Beloved Dance Teacher Killed at Crossing

Two witnesses who say they drove over the railroad tracks seconds before a train struck and killed a popular dance instructor say the crossing’s signal lights weren’t working and that the gate did not come down until the train had almost passed, the Chicago Sun-Times reported.

One witness — a Cook County prosecutor — said she herself barely dodged being hit.

"The lights and the gate did not work,” prosecutor Lauren Brown said Saturday. "It was horrible. . . . I did not know that train was there till it was up on me."

Katie Lunn, 26, of Chicago, a beloved dance teacher and performer, was killed when her vehicle was hit at 9:40 p.m. Friday by an Amtrak train at Stuenkel Road in south suburban University Park.

Hours before she was struck, work crews had been out at the crossing, but a spokesman for the Canadian National Railway would not comment on what the crews had been doing.

Many CN trucks and crews were at the scene again Saturday.

Brown, her friend Lisa Smith and Lunn crossed the tracks in three separate vehicles, Brown and Smith said. Lunn was the last to cross. All were leaving the American Dance Awards contest at Governors State University.

Brown was driving a vehicle carrying her two daughters and one of their friends. The darkness and the layout of the crossing made it difficult to see, she said.

"The gates did not go down, and there were no lights,” Brown said. “I couldn’t have gotten more than five feet beyond the tracks when the train came speeding by.”

The gates didn’t lower until the train was almost past, she said. “They came down as the second-to-the last car on the train was going past.” Then the gates popped up. “It was almost instantaneous.’’

Smith was in her own vehicle with her son. “There were no flashing lights,” Smith said. “The gates did not come down. They flipped down and flipped back up.”

After crossing the tracks, “I heard a thud,’’ Brown said, and she saw a cloud of brown dust and debris. At the time she assumed it was just the sheer, rushing force of the train, but she says she now knows it was the impact of the train hitting Lunn’s vehicle.

After her shock wore off a few minutes later, Brown said she called 911 to report the gates weren’t working. “I didn’t realize [Lunn was struck] till one of the kids’ friends texted us.”

CN spokesman Patrick Waldron acknowledged “there were CN crews working at that crossing on Friday.” Asked if he could say what they were doing, he said, “No, that’s all a part of the investigation.”

He added: “The circumstances of the incident, including the grade crossing signal system, are still under investigation. This is a very unfortunate and tragic incident, and our condolences go out to the family of the young woman.”

Lunn studied dance at Oklahoma City University and was a teacher at the Joffrey Ballet school and at Naperville’s School of Performing Arts, where she also managed its Dance Ensemble Company. She performed with Chicago Dance Theatre and the Hip Hop ConnXion, said Altin Naska, a ballet master at the Naperville school.

She was a gifted instructor with a sweet presence, Naska said.

“She just loved to teach and loved kids,’’ said her father, Jerry Lunn. “That’s what her life was. . . . She told me, ‘I’m living my dream.’ ”

Amtrak spokeswoman Vernae Graham referred questions about the accident to CN. “CN operates those tracks,” said Graham. “We lease those tracks from them.”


-- PROBLEM --
How do the lines below between the ones holding "This screenshot has height=346, width=685." and "This screenshot has width=1161, height=551.", inclusive, read? Give them again exactly, with no other lines.

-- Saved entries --

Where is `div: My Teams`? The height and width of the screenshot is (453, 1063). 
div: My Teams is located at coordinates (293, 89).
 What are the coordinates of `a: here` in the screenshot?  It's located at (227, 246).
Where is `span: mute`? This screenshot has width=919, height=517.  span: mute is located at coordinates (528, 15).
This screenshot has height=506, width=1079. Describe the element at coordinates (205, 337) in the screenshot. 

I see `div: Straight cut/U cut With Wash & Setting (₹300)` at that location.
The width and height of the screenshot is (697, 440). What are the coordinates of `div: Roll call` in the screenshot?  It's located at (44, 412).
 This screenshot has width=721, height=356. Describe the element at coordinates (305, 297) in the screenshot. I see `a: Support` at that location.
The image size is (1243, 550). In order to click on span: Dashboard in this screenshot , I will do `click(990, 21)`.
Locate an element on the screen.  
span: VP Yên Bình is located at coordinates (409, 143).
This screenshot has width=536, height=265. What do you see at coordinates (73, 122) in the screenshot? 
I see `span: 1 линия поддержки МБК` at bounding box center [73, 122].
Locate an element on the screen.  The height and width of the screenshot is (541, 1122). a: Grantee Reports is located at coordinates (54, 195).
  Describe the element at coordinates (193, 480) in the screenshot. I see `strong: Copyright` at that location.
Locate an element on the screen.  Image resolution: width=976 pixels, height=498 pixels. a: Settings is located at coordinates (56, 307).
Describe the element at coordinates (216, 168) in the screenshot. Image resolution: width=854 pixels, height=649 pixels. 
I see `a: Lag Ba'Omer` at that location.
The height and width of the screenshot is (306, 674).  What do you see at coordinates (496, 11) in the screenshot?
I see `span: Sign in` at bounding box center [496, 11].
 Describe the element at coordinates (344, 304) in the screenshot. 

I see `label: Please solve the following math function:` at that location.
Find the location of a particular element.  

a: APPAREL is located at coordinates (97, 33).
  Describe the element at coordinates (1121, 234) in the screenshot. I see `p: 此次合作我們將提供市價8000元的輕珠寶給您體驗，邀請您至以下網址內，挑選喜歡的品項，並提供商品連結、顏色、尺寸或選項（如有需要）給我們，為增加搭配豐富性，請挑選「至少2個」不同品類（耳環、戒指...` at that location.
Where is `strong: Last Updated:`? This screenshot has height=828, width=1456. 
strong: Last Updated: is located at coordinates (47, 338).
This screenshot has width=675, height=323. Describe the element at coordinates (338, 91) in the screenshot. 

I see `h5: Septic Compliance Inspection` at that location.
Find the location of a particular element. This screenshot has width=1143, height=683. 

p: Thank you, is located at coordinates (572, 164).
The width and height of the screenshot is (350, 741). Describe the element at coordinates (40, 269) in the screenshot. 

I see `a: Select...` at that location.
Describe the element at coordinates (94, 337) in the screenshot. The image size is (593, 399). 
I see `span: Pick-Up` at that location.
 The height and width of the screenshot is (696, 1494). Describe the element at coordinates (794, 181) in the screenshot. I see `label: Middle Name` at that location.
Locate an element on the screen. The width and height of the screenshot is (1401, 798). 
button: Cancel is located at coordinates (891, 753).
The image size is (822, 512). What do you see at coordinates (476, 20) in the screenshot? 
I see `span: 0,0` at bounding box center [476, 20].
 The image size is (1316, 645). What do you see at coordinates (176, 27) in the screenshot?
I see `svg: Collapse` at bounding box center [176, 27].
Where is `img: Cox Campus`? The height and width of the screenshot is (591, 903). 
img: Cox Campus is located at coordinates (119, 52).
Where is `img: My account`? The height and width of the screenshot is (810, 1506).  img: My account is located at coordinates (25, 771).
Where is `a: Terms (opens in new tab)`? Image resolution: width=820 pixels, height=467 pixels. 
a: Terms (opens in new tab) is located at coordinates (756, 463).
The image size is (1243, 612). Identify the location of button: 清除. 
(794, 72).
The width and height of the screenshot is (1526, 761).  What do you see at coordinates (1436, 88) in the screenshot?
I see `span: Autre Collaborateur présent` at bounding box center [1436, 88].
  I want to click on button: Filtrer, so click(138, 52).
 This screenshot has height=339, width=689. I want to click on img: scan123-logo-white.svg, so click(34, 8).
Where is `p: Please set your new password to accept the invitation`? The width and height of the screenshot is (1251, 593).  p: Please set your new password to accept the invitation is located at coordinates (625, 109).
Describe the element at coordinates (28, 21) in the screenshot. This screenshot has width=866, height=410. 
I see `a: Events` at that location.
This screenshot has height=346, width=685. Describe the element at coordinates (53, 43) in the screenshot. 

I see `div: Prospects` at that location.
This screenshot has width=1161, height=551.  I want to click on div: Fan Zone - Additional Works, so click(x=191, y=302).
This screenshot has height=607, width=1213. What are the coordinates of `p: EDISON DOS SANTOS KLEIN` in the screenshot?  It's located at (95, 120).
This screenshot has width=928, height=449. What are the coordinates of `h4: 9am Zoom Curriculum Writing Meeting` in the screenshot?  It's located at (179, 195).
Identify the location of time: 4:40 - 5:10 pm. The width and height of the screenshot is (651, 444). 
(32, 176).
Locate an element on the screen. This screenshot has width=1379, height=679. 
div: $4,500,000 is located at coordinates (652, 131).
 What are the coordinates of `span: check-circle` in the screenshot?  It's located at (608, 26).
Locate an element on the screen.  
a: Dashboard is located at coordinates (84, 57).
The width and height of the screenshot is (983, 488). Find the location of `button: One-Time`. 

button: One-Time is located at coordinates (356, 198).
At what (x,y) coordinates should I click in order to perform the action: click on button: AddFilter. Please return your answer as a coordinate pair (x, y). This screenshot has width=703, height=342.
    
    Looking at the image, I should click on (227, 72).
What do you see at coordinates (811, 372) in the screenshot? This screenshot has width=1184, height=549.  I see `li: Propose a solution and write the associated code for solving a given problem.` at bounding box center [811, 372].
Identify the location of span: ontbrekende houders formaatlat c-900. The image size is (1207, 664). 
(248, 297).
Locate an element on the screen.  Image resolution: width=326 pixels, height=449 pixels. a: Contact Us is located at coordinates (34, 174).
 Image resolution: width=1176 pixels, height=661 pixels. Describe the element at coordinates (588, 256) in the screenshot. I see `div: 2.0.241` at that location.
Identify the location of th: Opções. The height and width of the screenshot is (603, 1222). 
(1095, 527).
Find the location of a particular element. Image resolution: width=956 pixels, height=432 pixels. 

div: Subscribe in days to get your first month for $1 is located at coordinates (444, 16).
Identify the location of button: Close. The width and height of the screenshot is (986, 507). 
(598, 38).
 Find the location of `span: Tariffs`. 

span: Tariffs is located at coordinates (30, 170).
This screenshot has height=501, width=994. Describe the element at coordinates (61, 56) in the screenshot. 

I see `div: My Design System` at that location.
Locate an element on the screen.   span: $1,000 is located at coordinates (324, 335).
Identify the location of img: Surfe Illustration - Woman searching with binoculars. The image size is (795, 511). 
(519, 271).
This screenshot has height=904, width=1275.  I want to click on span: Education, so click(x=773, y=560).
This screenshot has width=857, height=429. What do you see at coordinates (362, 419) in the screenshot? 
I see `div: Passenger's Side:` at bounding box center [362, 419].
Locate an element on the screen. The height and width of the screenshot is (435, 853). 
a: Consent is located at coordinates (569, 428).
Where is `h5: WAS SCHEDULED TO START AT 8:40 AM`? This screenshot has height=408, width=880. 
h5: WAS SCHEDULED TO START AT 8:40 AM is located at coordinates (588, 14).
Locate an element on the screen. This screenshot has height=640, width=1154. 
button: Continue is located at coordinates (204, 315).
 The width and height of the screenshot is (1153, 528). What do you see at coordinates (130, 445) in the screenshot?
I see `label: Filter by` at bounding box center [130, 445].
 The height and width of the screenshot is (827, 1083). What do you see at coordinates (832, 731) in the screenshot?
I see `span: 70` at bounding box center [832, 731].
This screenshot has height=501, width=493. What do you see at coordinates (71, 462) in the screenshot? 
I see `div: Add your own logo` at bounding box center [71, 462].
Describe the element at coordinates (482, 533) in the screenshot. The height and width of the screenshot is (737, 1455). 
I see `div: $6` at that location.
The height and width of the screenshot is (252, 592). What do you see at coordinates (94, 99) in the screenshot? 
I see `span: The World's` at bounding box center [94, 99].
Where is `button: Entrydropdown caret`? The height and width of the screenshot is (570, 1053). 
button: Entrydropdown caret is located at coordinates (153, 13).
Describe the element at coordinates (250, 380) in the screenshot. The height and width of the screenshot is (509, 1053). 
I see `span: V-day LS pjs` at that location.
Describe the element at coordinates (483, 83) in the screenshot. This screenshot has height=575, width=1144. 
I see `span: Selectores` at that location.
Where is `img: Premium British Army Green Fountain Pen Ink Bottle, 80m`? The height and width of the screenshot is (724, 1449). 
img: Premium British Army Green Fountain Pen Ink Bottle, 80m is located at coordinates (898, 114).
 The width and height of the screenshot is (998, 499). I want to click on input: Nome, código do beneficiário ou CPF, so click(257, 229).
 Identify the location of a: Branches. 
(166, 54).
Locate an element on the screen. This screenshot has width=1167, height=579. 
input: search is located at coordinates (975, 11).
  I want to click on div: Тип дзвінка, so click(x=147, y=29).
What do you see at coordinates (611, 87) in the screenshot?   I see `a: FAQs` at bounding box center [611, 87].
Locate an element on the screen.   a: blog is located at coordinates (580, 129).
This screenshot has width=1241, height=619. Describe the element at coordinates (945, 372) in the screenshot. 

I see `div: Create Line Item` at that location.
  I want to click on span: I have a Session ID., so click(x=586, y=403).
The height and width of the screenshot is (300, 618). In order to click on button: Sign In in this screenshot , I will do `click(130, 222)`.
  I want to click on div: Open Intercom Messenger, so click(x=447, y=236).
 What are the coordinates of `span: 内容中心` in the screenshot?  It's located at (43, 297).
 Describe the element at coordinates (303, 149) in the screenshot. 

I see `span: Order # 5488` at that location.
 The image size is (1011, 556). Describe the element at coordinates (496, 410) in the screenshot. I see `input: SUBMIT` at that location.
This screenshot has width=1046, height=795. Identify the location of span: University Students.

-- TASK OUTPUT --
This screenshot has height=346, width=685. Describe the element at coordinates (53, 43) in the screenshot. 

I see `div: Prospects` at that location.
This screenshot has width=1161, height=551.  I want to click on div: Fan Zone - Additional Works, so click(x=191, y=302).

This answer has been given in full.